Translated by Lucas Klein



From Notes on the Mosquito: Selected Poems by Xi Chuan, translated by Lucas Klein (New Directions, 2012). Poem reprinted courtesy of New Directions.

On Xi Chuan and translating "Written at Thirty" 

Xi Chuan (pronounced Sshee Chwahn, not to be confused with Sichuan, the province), one of contemporary China's most celebrated poets, was born in Jiangsu in 1963 with the name Liu Jun, which means "army," reflecting the ethos of the era. Raised in Beijing, where he still lives, he attended a foreign-languages school for future diplomats at a time when most schools were closed, and enrolled in Beijing University (where he gave himself the name Xi Chuan, meaning "West Stream"), to graduate from the English department with a senior thesis on Ezra Pound's translations of Chinese poetry. He teaches pre-modern Chinese literature at the Central Academy of Fine Arts in Beijing—where his art-major students have remarked that they learn more about artistic concept in his classes than in the bulk of their coursework on technique—but before that he taught Western literature in Chinese translation, and before that, introductory English.

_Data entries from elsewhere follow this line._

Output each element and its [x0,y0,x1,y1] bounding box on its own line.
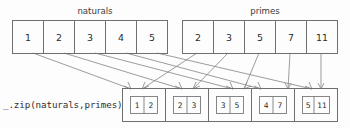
result-pair-0: 1 2 [131,97,158,114]
naturals-cell-4: 5 [149,32,155,43]
naturals-cell-0: 1 [25,32,31,43]
diagram-canvas: naturals primes [0,0,350,128]
primes-cell-2: 5 [257,32,263,43]
zip-operation-label: _.zip(naturals,primes) [3,99,123,110]
arrowhead-naturals-3 [226,82,233,89]
primes-cell-0: 2 [195,32,201,43]
result-pair-1: 2 3 [174,97,201,114]
primes-array-label: primes [250,6,280,16]
result-pair-2: 3 5 [217,97,244,114]
connector-primes-2 [193,53,228,89]
result-pair-4-left: 5 [306,101,311,110]
result-pair-4-right: 11 [317,101,327,110]
naturals-array-label: naturals [77,6,113,16]
primes-cell-4: 11 [316,32,328,43]
result-pair-0-left: 1 [135,101,140,110]
connector-primes-1 [142,53,197,89]
arrowhead-naturals-1 [124,82,131,89]
result-pair-1-right: 3 [191,101,196,110]
arrowhead-naturals-4 [254,82,261,89]
result-pair-3-left: 4 [264,101,269,110]
arrowhead-naturals-2 [175,82,182,89]
naturals-cell-3: 4 [118,32,124,43]
result-array: 1 2 2 3 3 5 4 7 [123,89,338,122]
connector-naturals-4 [126,53,261,89]
naturals-cell-2: 3 [87,32,93,43]
naturals-array: 1 2 3 4 5 [13,21,168,54]
primes-cell-3: 7 [288,32,294,43]
zip-diagram-page: naturals primes [0,0,350,128]
result-pair-2-right: 5 [234,101,239,110]
result-pair-3-right: 7 [277,101,282,110]
result-pair-2-left: 3 [221,101,226,110]
result-pair-0-right: 2 [148,101,153,110]
primes-cell-1: 3 [226,32,232,43]
result-pair-1-left: 2 [178,101,183,110]
primes-array: 2 3 5 7 11 [183,21,338,54]
result-pair-4: 5 11 [303,97,330,114]
naturals-connectors [33,53,312,89]
primes-connectors [142,53,321,89]
result-pair-3: 4 7 [260,97,287,114]
naturals-cell-1: 2 [56,32,62,43]
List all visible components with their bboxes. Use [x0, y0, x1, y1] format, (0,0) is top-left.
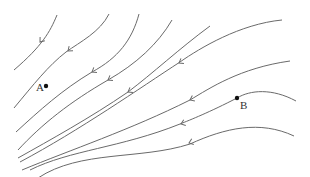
streamline-diagram: AB [0, 0, 310, 177]
streamline-1 [14, 15, 57, 70]
point-b-label: B [240, 99, 247, 111]
streamline-8 [30, 92, 296, 170]
point-a-label: A [36, 81, 44, 93]
streamlines-group [14, 14, 296, 177]
streamline-5 [18, 26, 210, 158]
streamline-6 [20, 20, 282, 162]
streamline-2 [14, 14, 109, 108]
streamline-3 [16, 14, 139, 132]
point-a-dot [44, 84, 48, 88]
point-b-dot [235, 96, 239, 100]
streamline-9 [38, 127, 294, 177]
arrowheads-group [38, 37, 195, 146]
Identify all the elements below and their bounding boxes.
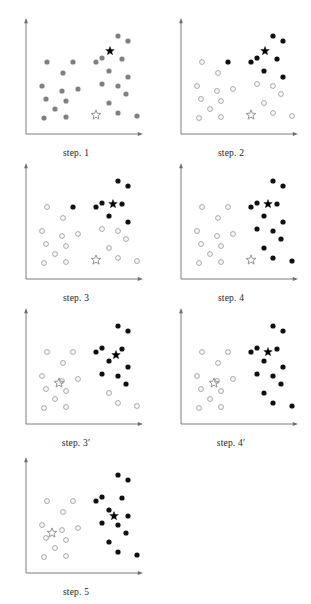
data-point-cluster-black: [270, 33, 275, 38]
data-point-cluster-black: [254, 55, 259, 60]
data-point-cluster-hollow: [197, 261, 202, 266]
data-point-cluster-hollow: [199, 97, 204, 102]
y-axis-arrowhead: [179, 308, 183, 313]
data-point-cluster-black: [99, 345, 104, 350]
centroid-star-hollow: [91, 255, 101, 264]
panel-step-3: step. 3: [0, 149, 152, 297]
data-point-cluster-hollow: [76, 377, 81, 382]
panel-step-5: step. 5: [0, 443, 152, 591]
data-point-cluster-hollow: [200, 205, 205, 210]
data-point-cluster-hollow: [53, 546, 58, 551]
data-point-cluster-black: [289, 258, 294, 263]
data-point-cluster-hollow: [64, 389, 69, 394]
data-point-cluster-black: [123, 530, 128, 535]
centroid-star-black: [110, 512, 119, 520]
data-point-cluster-black: [106, 507, 111, 512]
data-point-unlabeled: [63, 98, 68, 103]
y-axis-arrowhead: [24, 457, 28, 462]
data-point-cluster-black: [248, 59, 253, 64]
data-point-cluster-hollow: [208, 252, 213, 257]
data-point-cluster-black: [280, 364, 285, 369]
centroid-star-hollow: [246, 255, 256, 264]
data-point-cluster-black: [119, 346, 124, 351]
data-point-cluster-hollow: [279, 92, 284, 97]
data-point-cluster-black: [123, 381, 128, 386]
panel-step-3-prime: step. 3′: [0, 294, 152, 442]
data-point-cluster-black: [125, 477, 130, 482]
data-point-cluster-black: [115, 323, 120, 328]
panel-step-1: step. 1: [0, 4, 152, 152]
data-point-cluster-hollow: [197, 406, 202, 411]
x-axis-arrowhead: [293, 132, 298, 136]
scatter-points: [39, 33, 139, 120]
data-point-cluster-black: [270, 178, 275, 183]
data-point-unlabeled: [119, 56, 124, 61]
data-point-cluster-black: [270, 373, 275, 378]
data-point-cluster-hollow: [231, 232, 236, 237]
data-point-cluster-hollow: [219, 260, 224, 265]
data-point-cluster-hollow: [216, 361, 221, 366]
data-point-cluster-hollow: [40, 374, 45, 379]
data-point-cluster-hollow: [216, 71, 221, 76]
kmeans-steps-figure: step. 1step. 2step. 3step. 4step. 3′step…: [0, 0, 311, 604]
data-point-unlabeled: [125, 74, 130, 79]
data-point-unlabeled: [60, 70, 65, 75]
data-point-cluster-hollow: [219, 389, 224, 394]
panel-step-4-prime: step. 4′: [155, 294, 307, 442]
data-point-cluster-hollow: [61, 510, 66, 515]
data-point-unlabeled: [106, 100, 111, 105]
data-point-cluster-hollow: [44, 387, 49, 392]
y-axis-arrowhead: [24, 18, 28, 23]
data-point-cluster-hollow: [195, 229, 200, 234]
data-point-cluster-hollow: [42, 555, 47, 560]
data-point-cluster-hollow: [200, 60, 205, 65]
data-point-cluster-black: [261, 68, 266, 73]
data-point-cluster-hollow: [71, 350, 76, 355]
data-point-cluster-hollow: [197, 116, 202, 121]
data-point-cluster-black: [115, 472, 120, 477]
data-point-cluster-hollow: [71, 499, 76, 504]
data-point-cluster-black: [119, 201, 124, 206]
scatter-points: [195, 323, 295, 410]
panel-caption-prime: ′: [243, 438, 245, 448]
data-point-unlabeled: [43, 96, 48, 101]
data-point-cluster-hollow: [61, 216, 66, 221]
y-axis-arrowhead: [24, 163, 28, 168]
x-axis-arrowhead: [138, 422, 143, 426]
data-point-unlabeled: [106, 68, 111, 73]
data-point-cluster-hollow: [64, 554, 69, 559]
centroid-star-hollow: [91, 110, 101, 119]
data-point-unlabeled: [93, 59, 98, 64]
centroid-star-black: [109, 200, 118, 208]
data-point-cluster-black: [254, 200, 259, 205]
data-point-cluster-black: [261, 358, 266, 363]
data-point-cluster-hollow: [200, 350, 205, 355]
data-point-unlabeled: [59, 88, 64, 93]
centroid-star-black: [264, 200, 273, 208]
data-point-cluster-black: [115, 549, 120, 554]
data-point-cluster-hollow: [208, 107, 213, 112]
data-point-cluster-black: [134, 552, 139, 557]
data-point-cluster-hollow: [64, 405, 69, 410]
data-point-cluster-black: [270, 228, 275, 233]
y-axis-arrowhead: [179, 163, 183, 168]
data-point-cluster-black: [254, 371, 259, 376]
data-point-cluster-hollow: [219, 99, 224, 104]
data-point-unlabeled: [125, 38, 130, 43]
data-point-cluster-hollow: [64, 260, 69, 265]
data-point-cluster-black: [280, 183, 285, 188]
data-point-cluster-black: [125, 183, 130, 188]
data-point-cluster-hollow: [53, 397, 58, 402]
data-point-cluster-hollow: [195, 374, 200, 379]
data-point-cluster-black: [270, 323, 275, 328]
data-point-cluster-hollow: [231, 87, 236, 92]
data-point-cluster-black: [99, 371, 104, 376]
data-point-unlabeled: [115, 33, 120, 38]
data-point-cluster-hollow: [219, 244, 224, 249]
data-point-cluster-black: [270, 255, 275, 260]
data-point-cluster-black: [125, 219, 130, 224]
data-point-cluster-black: [115, 522, 120, 527]
centroid-star-black: [106, 47, 115, 55]
data-point-cluster-hollow: [53, 252, 58, 257]
data-point-cluster-black: [99, 494, 104, 499]
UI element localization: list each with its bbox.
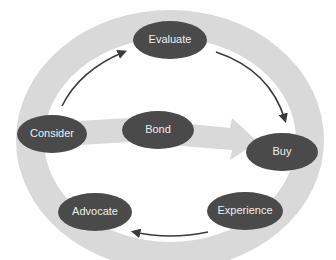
node-experience-label: Experience — [217, 204, 272, 216]
node-consider-label: Consider — [30, 127, 74, 139]
node-advocate-label: Advocate — [72, 205, 118, 217]
arrow-experience-to-advocate — [134, 232, 208, 236]
node-bond-label: Bond — [145, 123, 171, 135]
node-consider: Consider — [17, 115, 87, 153]
node-buy-label: Buy — [273, 145, 292, 157]
node-evaluate: Evaluate — [133, 21, 207, 59]
node-advocate: Advocate — [58, 193, 132, 231]
node-buy: Buy — [246, 133, 318, 171]
node-evaluate-label: Evaluate — [149, 33, 192, 45]
node-experience: Experience — [207, 192, 283, 230]
customer-journey-cycle-diagram: Evaluate Consider Bond Buy Advocate Expe… — [0, 0, 336, 260]
node-bond: Bond — [122, 111, 194, 149]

Emerging as a poet in the second half of the eighties, Xi Chuan wrote what would become known as "Post-Obscure" poetry in the early heyday of Deng Xiaoping's "Reform and Opening Up" ("reform" in post-Cultural Revolution liberalization, "opening up" to trade with the capitalist West). His early writing reflected a belief in an international poésie pure, often demonstrating the exposed structures and urban timelessness of International Style architecture, or else an abstracted landscape that is clearly China yet, at the same time, not.

The high-lyricism of Xi Chuan's earliest poetry would not last. Because of the government's suppression of the democracy and workers' rights movement in Tiananmen Square, in which Xi Chuan participated, 1989 was a hard year for China's young intellectuals; it was an even harder year for Xi Chuan, as two of his close friends and fellow Beijing University poets died that spring, one from a cerebral hemorrhage at age twenty-eight, and another from suicide at twenty-five. And then the tanks rolled in on the demonstrators on June 4.

Xi Chuan barely wrote for two years. When he began again, it was evident that his poetry had undergone a radical transformation. His self-contained lyric opened into expansive prose poems that often reflexively observed their own poetic method, metaphor, and language. This is a drive he has maintained since; at an open dialogue this past winter at the MLA convention, he said he wasn't interested in writing "good poems," which I take to mean both acceptable to more conservative aesthetic standards as well as simply poems that are too "well-behaved." He says he still writes "good poems" from time to time—just to make sure he can—but mostly, he is interested in writing texts that explore possibilities rather than neat poems that offer one emotion or sensation at a time.

"Written at Thirty" comes from right after Xi Chuan's switch from lyric to expansive prose poem. While it's not prose, obviously, it nevertheless contains the multitudes that any open look at one's biography requires. Other translators have published their versions—both online and in print—but my translation takes advantage of Xi Chuan's explanation to me of what he meant by the line I had earlier translated as "I grew up with the whole world's crickets": he said his teenage years coincided with the end of the Cultural Revolution (1966 – 1976), which also entailed a change in Chinese people's relationship with Maoist rhetoric. Much of his poem, he said, was an attempt to "write through" his upbringing and the language around him. English-speakers being, for obvious reasons, much less attuned to Marxist diction, I rewrote my translation through the final appeal of The Communist Manifesto, to translate the line as "with working crickets of all countries I grew up."